A robust pipeline of new apartments planned prior to the COVID-19 pandemic has continued to deliver projects throughout 2020. To attract tenants to properties at a time when many Americans are facing economic uncertainty and others are considering whether to leave cities and move to the suburbs, owners are now offering generous concessions, including months of free rent.
“In the urban core, some of the concessions are scary,” says Ryan Davis, chief operating officer for Witten Advisors, an apartment research firm based in Dallas. “Not just three months of free rent, but free parking too.”
Concessions are broadly available through the apartment market. The share of listings on real estate Zillow offering concessions rose to 30.4 percent in July up from 16.2 percent in February.
According to the site, of the six types of concessions it tracks, periods of free rent are the most common concession (90.8 percent), with periods spanning from two weeks to up to wo months. Other concessions include reduced or waved deposits (9.1 percent) and gift cards (6.6 percent).
For new buildings, the offers are particularly generous. Related Companies, for example, is offering two months free rent, one year of free internet, $1,500 towards moving expenses and the equivalent of one month’s rent towards any broker fees on some units in New York City.
New apartment properties in today’s market are also opening with a much higher percentage of their apartments still vacant than is typical. Usually property managers can find renters willing to sign leases for about a third of the new apartments at a property by the end of the first quarter after the building has officially opened. But the apartment properties that opened in the second quarter of 2020 were still 71 percent vacant at the end of June, according to data from CoStar. That’s up from 64 percent the year before, for apartments that had opened in the second quarter of 2019.
Despite the supply from new apartments, the overall vacancy rate for the sector has not moved much.
Just 4.1 percent of exiting apartments were vacant in the second quarter of 2020. That’s only a fraction of a percentage point higher than 3.9 percent the year before, according to Moody's Analytics REIS. In contrast, new apartments were 35.8 percent vacant in the second quarter of 2020, up from 33.4 percent the year before, according to the firm.
“Vacancy rates increased more in new properties than in existing properties,” says Barbara Byrne Denham, senior economist at Moody's Analytics REIS.
The crisis has been especially difficult in the downtown areas in the top six apartments markets including New York City and San Francisco. These are some of the places where developers had been most eager to build new luxury apartments. The ones performing better include units with outdoor space, but that's not something that's usually available on all units.
“The pandemic is pushing people out of the urban cores of the five or six top urban centers,” says John Sebree, senior vice president and national director of Marcus & Millichap's Multi Housing Division, working in the firm's Chicago office.
In response, property managers are offering months of free rent to potential residents. “If you are leasing up a property you are going to offer the very nice concessions,” says Jeanette Rice, Americas head of multifamily research for CBRE.
These concessions are deepest in top downtowns. For example, new apartment projects in Manhattan might offer as much as two or three months of free rent to attract renters, according to Davis. In contrast, a new property in Westchester County, outside of New York City, might offer just one month. These renters shopping in the suburbs seem to be interested in renting larger apartments at lower prices than they were able to find in the most expensive downtown areas.
“There is a preference for space right now,” says Davis. “Uncertain about their income, renters would like a lower price.”
New developments are not suffering as badly in every downtown. In many smaller, less expensive cities, new apartment buildings downtown are renting almost as well as new apartments in the suburbs. “In downtown Columbus, for example, they are doing well,” says Davis. “But I don’t think they are doing as well as suburban areas.”
Overall, demand for apartments in urban areas overall is roughly 60 percent as strong as it was before the COVID-19 pandemic. Demand for apartments in suburban areas has been much less damaged by the pandemic. It between 70 percent and as 90 percent of what it was before the crisis, according to Davis.
“Product in the suburbs is leasing up at around the same rate as product in cities, but this is a change in that the suburbs normally lease up slower than urban product,” says Andrew Rybczynski, senior consultant at CoStar Portfolio Strategy.
“Merchant builders who have opened properties in secondary markets and suburban locations are meeting their pro forma objectives,” says Sebree.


THE TASK
Below are records. Copy every line with "Lack" in it.

(Collected data)
————

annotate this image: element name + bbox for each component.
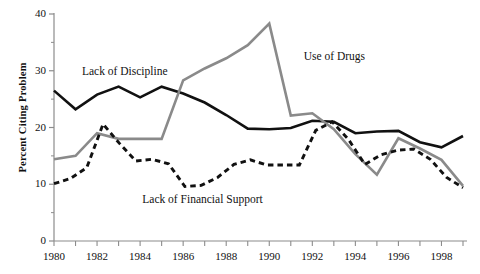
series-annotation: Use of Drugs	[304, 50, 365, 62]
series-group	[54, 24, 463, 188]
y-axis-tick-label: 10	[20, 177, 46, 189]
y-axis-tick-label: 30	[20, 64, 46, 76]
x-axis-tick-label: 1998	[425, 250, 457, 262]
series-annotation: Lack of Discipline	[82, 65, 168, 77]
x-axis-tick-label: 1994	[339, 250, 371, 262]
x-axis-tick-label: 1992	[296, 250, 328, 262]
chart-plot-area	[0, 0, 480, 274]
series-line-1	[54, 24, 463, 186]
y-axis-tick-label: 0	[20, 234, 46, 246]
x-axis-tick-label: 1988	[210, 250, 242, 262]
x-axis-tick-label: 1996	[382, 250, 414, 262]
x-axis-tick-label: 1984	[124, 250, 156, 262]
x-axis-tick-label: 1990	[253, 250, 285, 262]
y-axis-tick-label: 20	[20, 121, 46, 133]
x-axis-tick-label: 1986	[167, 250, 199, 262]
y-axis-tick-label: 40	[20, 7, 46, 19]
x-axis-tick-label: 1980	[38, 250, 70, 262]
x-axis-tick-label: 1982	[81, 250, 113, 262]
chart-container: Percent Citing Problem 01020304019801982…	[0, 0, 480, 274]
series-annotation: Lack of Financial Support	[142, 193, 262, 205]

————

REPLY TO THE TASK
series-annotation: Lack of Discipline	[82, 65, 168, 77]
series-annotation: Lack of Financial Support	[142, 193, 262, 205]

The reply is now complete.